Speakers:
A. Naomi Paik (Keynote)
J. Daniel Elam
Toussaint Losier
Michael Farquhar
Golnar Nikpour
A.J. Yumi Lee
Anthony Fontes
Never before in history have as many people around the world been confined in carceral sites — penitentiaries, prisons, interrogation centers, supermax facilities, military detention camps, labor camps, and more — as they are today. This exponential increase in prisons and imprisoned populations over the last several decades reveals a seeming paradox of modernity — that is, the modern era, in all its global diversity, has nonetheless been the era of the prison. The global history of the prison reveals a troubling alternative genealogy of political modernity, insofar as modern conceptions of citizenship, rights, and political emancipation have often been produced through their multiple entanglements with modern regimes of surveillance, policing, and incarceration. Yet too often studies of penal regimes or punishment practices remain limited in their regional or theoretical scope, seeking to answer questions about particular carceral, policing, or legal realities without making links between the global economies or interlinked histories or logics of punishment. This conference seeks to address this issue by encouraging a comparative and transnational investigation of carceral and policing practices across borders, eras, and academic disciplines by bringing together several leading scholars working in the emerging and interdisciplinary field of global prison studies.
This event is co-sponsored by the Institute for Research in the Humanities, the Center for the Humanities, and the Anonymous Fund of the College of Letters and Science.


→ Task brief: Repeat the following entries verbatim, apart from the pictures.

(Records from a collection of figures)

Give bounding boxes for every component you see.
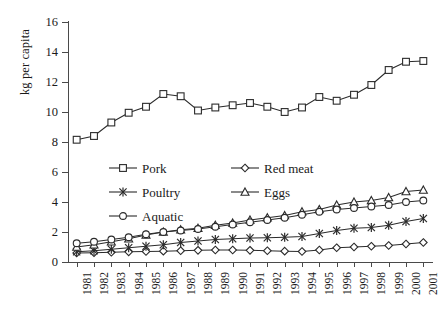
data-point-diamond xyxy=(402,240,410,248)
data-point-square xyxy=(420,58,427,65)
data-point-diamond xyxy=(281,247,289,255)
data-point-circle xyxy=(420,197,427,204)
data-point-square xyxy=(91,133,98,140)
data-point-square xyxy=(281,109,288,116)
legend-marker-circle xyxy=(108,210,138,222)
data-point-triangle xyxy=(419,186,427,193)
legend-item-label: Aquatic xyxy=(142,210,183,223)
data-point-circle xyxy=(351,205,358,212)
legend-item-poultry[interactable]: Poultry xyxy=(108,186,230,199)
data-point-square xyxy=(73,136,80,143)
data-point-circle xyxy=(160,229,167,236)
data-point-diamond xyxy=(316,246,324,254)
data-point-circle xyxy=(403,199,410,206)
data-point-diamond xyxy=(298,248,306,256)
data-point-square xyxy=(177,93,184,100)
data-point-square xyxy=(385,67,392,74)
legend-item-eggs[interactable]: Eggs xyxy=(230,186,338,199)
data-point-diamond xyxy=(333,244,341,252)
data-point-circle xyxy=(177,227,184,234)
legend-item-pork[interactable]: Pork xyxy=(108,162,230,175)
legend-item-label: Eggs xyxy=(264,186,290,199)
series-pork xyxy=(73,58,426,144)
legend-item-label: Poultry xyxy=(142,186,180,199)
legend-marker-triangle xyxy=(230,186,260,198)
data-point-circle xyxy=(73,240,80,247)
data-point-square xyxy=(229,102,236,109)
data-point-diamond xyxy=(368,242,376,250)
legend-marker-diamond xyxy=(230,162,260,174)
data-point-square xyxy=(264,103,271,110)
data-point-circle xyxy=(385,202,392,209)
data-point-circle xyxy=(108,236,115,243)
legend-marker-square xyxy=(108,162,138,174)
data-point-square xyxy=(403,58,410,65)
data-point-diamond xyxy=(246,247,254,255)
data-point-diamond xyxy=(420,239,428,247)
data-point-square xyxy=(299,104,306,111)
data-point-square xyxy=(212,104,219,111)
data-point-diamond xyxy=(212,246,220,254)
data-point-square xyxy=(195,107,202,114)
data-point-diamond xyxy=(194,247,202,255)
legend-item-aquatic[interactable]: Aquatic xyxy=(108,210,230,223)
data-point-square xyxy=(125,109,132,116)
data-point-square xyxy=(351,91,358,98)
data-point-square xyxy=(160,91,167,98)
data-point-square xyxy=(316,94,323,101)
data-point-square xyxy=(247,100,254,107)
data-point-square xyxy=(368,82,375,89)
data-point-circle xyxy=(125,234,132,241)
legend-marker-star xyxy=(108,186,138,198)
chart-figure: kg per capita 0246810121416 198119821983… xyxy=(0,0,445,324)
data-point-circle xyxy=(143,231,150,238)
data-point-circle xyxy=(368,203,375,210)
data-point-square xyxy=(120,165,127,172)
data-point-diamond xyxy=(241,164,249,172)
data-point-square xyxy=(333,97,340,104)
data-point-square xyxy=(143,103,150,110)
data-point-circle xyxy=(91,238,98,245)
data-point-circle xyxy=(120,213,127,220)
data-point-diamond xyxy=(177,247,185,255)
chart-legend: PorkRed meatPoultryEggsAquatic xyxy=(108,156,338,228)
legend-item-red-meat[interactable]: Red meat xyxy=(230,162,338,175)
data-point-square xyxy=(108,119,115,126)
legend-item-label: Red meat xyxy=(264,162,313,175)
data-point-diamond xyxy=(264,247,272,255)
data-point-diamond xyxy=(385,242,393,250)
data-point-diamond xyxy=(229,246,237,254)
data-point-diamond xyxy=(350,243,358,251)
legend-item-label: Pork xyxy=(142,162,167,175)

→ Completed exercise:
Give bounding boxes for every component you see.
data-point-diamond xyxy=(402,240,410,248)
data-point-square xyxy=(420,58,427,65)
data-point-diamond xyxy=(281,247,289,255)
data-point-circle xyxy=(420,197,427,204)
data-point-square xyxy=(91,133,98,140)
data-point-square xyxy=(281,109,288,116)
legend-marker-circle xyxy=(108,210,138,222)
data-point-triangle xyxy=(419,186,427,193)
legend-item-label: Aquatic xyxy=(142,210,183,223)
data-point-circle xyxy=(351,205,358,212)
legend-item-poultry[interactable]: Poultry xyxy=(108,186,230,199)
data-point-square xyxy=(73,136,80,143)
data-point-circle xyxy=(160,229,167,236)
data-point-diamond xyxy=(316,246,324,254)
data-point-circle xyxy=(403,199,410,206)
data-point-diamond xyxy=(298,248,306,256)
data-point-square xyxy=(177,93,184,100)
data-point-square xyxy=(385,67,392,74)
legend-item-eggs[interactable]: Eggs xyxy=(230,186,338,199)
data-point-diamond xyxy=(333,244,341,252)
data-point-circle xyxy=(177,227,184,234)
legend-item-pork[interactable]: Pork xyxy=(108,162,230,175)
legend-item-label: Eggs xyxy=(264,186,290,199)
series-pork xyxy=(73,58,426,144)
legend-item-label: Poultry xyxy=(142,186,180,199)
legend-marker-triangle xyxy=(230,186,260,198)
data-point-circle xyxy=(73,240,80,247)
data-point-square xyxy=(229,102,236,109)
data-point-diamond xyxy=(368,242,376,250)
legend-marker-diamond xyxy=(230,162,260,174)
data-point-square xyxy=(264,103,271,110)
data-point-circle xyxy=(385,202,392,209)
data-point-circle xyxy=(108,236,115,243)
legend-marker-square xyxy=(108,162,138,174)
data-point-square xyxy=(403,58,410,65)
data-point-diamond xyxy=(246,247,254,255)
data-point-diamond xyxy=(420,239,428,247)
data-point-square xyxy=(299,104,306,111)
data-point-square xyxy=(212,104,219,111)
data-point-diamond xyxy=(212,246,220,254)
data-point-square xyxy=(195,107,202,114)
data-point-diamond xyxy=(194,247,202,255)
legend-item-aquatic[interactable]: Aquatic xyxy=(108,210,230,223)
data-point-square xyxy=(125,109,132,116)
data-point-square xyxy=(351,91,358,98)
data-point-square xyxy=(160,91,167,98)
data-point-square xyxy=(316,94,323,101)
data-point-square xyxy=(247,100,254,107)
data-point-square xyxy=(368,82,375,89)
data-point-circle xyxy=(125,234,132,241)
legend-marker-star xyxy=(108,186,138,198)
chart-figure: kg per capita 0246810121416 198119821983… xyxy=(0,0,445,324)
data-point-circle xyxy=(143,231,150,238)
data-point-circle xyxy=(368,203,375,210)
data-point-square xyxy=(120,165,127,172)
data-point-diamond xyxy=(241,164,249,172)
data-point-square xyxy=(333,97,340,104)
data-point-square xyxy=(143,103,150,110)
data-point-circle xyxy=(91,238,98,245)
data-point-circle xyxy=(120,213,127,220)
data-point-diamond xyxy=(177,247,185,255)
chart-legend: PorkRed meatPoultryEggsAquatic xyxy=(108,156,338,228)
legend-item-red-meat[interactable]: Red meat xyxy=(230,162,338,175)
data-point-square xyxy=(108,119,115,126)
legend-item-label: Red meat xyxy=(264,162,313,175)
data-point-diamond xyxy=(264,247,272,255)
data-point-diamond xyxy=(385,242,393,250)
data-point-diamond xyxy=(229,246,237,254)
data-point-diamond xyxy=(350,243,358,251)
legend-item-label: Pork xyxy=(142,162,167,175)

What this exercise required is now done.